The Punic language of Plautus has been attempted to be interpreted, long ago by the celebrated S. Bochart, and recently, as the famous Mr. Küttner reports in his letters, by the distinguished Mr. Vallancey, one from Hebraism, the other from the language of the Irish people. It is not my place to discuss the Irish language, which according to Mr. Küttner is derived from the Celtic. It is not entirely alien to the purpose of this specimen to add something ἐν παρέργῳ as an aside/secondary matter to the observations of the celebrated Bochart. Act. V. Sc.
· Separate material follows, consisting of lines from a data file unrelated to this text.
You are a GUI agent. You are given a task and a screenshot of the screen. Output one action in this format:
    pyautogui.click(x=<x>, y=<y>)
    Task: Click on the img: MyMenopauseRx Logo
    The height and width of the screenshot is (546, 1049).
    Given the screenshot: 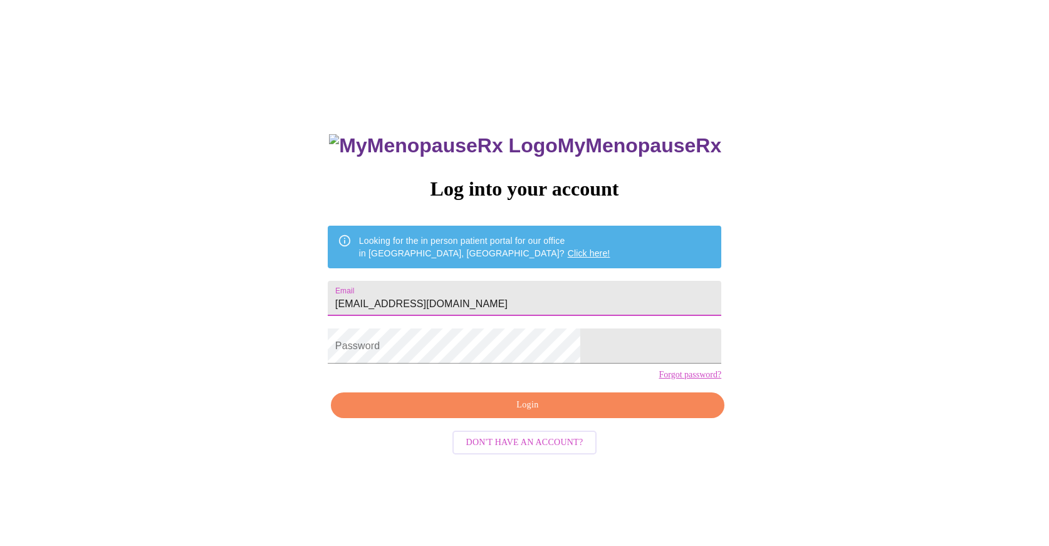 What is the action you would take?
    pyautogui.click(x=443, y=145)
    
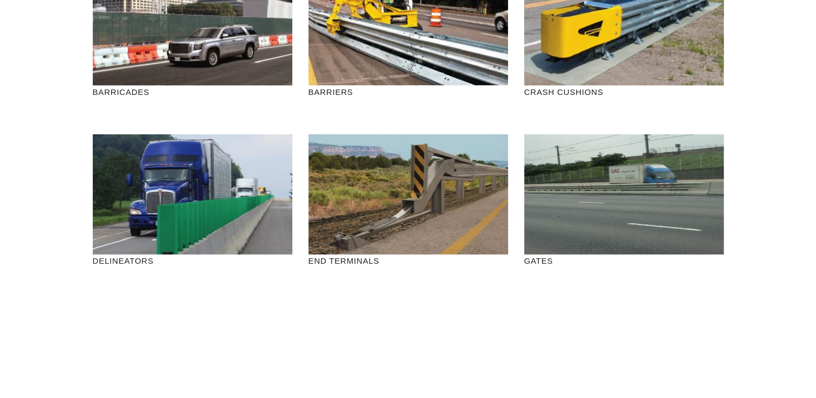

I. v. 3.
Bochart rendered it into Hebrew:
translating it into Latin:
For the liberation of my son from the hand of the spoiler and of my daughters.
What if it were read with a sense not very different:
That I may go to redeem the son of my brother, beloved to me, and my daughters.
The celebrated Bochart’s et yad adi from the hand of the spoiler is not pleasing, as the particle et is dragged in against the usage of the Hebrew language to serve as the power of the preposition "from." My interpretation of these same words dares nothing against the character of the language and the oikonomia dramatic structure of the play; I believe it will answer just as well.
AN. The vices of women are many, but this is the greatest of many, etc.
He wrongly assigns this verse to the role of the younger sister.